Of course, backing up the truck and unloading pallets of money at ‘name’ declining stars will always be an option, and a new club to MLS hoping to turn some heads and sell some tickets will always consider this as a very real option. Orlando signed Kaka, and TFC’s opponents this weekend, New York City FC, has Frank Lampard arriving soon, with David Villa already on their books.

So it will be a battle between two different ideologies at BMO Field this weekend, when Villa and Giovinco lock horns albeit at different ends of the pitch.

The Italian is emerging as perhaps the league’s greatest DP signing to date. So what if it resulted in the under-used Juventus man becoming the highest-paid Italian athlete in the world?
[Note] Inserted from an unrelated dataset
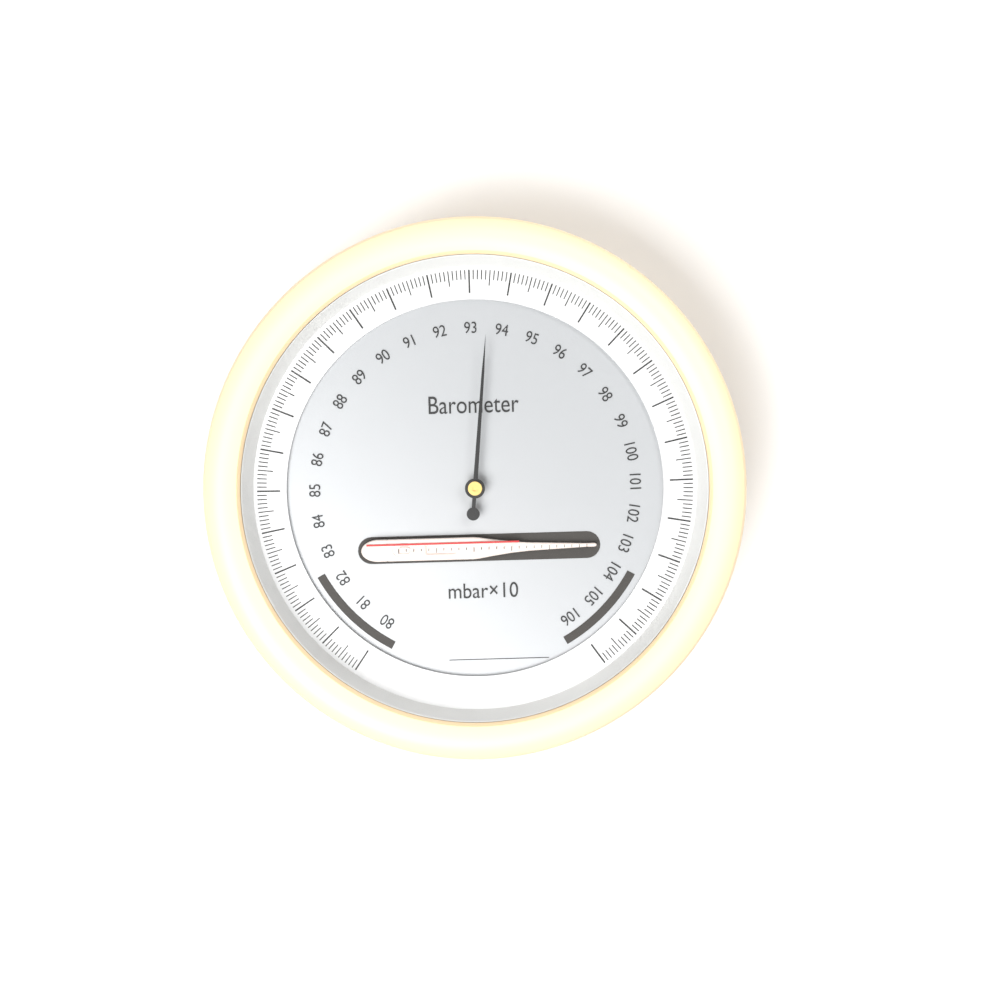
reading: 93.5 mbar×10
The bottom line is he appears to be the real deal, is lighting up the league, and assuming he doesn’t catch “Defoe-itis” and crave a return home (after all, playing at TFC is like playing in a foreign country), he will become the league’s poster boy and its main marketing weapon in its seduction of overseas talent.

Villa of course is a far more traditional DP as noted above, but he is also getting the job done. Four goals in 12 games may not be considered prolific, but he is providing weekly evidence that he is still a difference-maker at this level, and as soon as he has a player of Lampard’s calibre picking up his runs, his numbers will improve.

Being the top man on a typically unbalanced expansion side is always going to be the challenge for new DPs, and Villa is learning this.

Purists still dislike the mere concept of DPs. But for me, I love the Designated Player, no matter what form he comes in, and I am relishing the prospect of seeing some true class on the field this Saturday at BMO.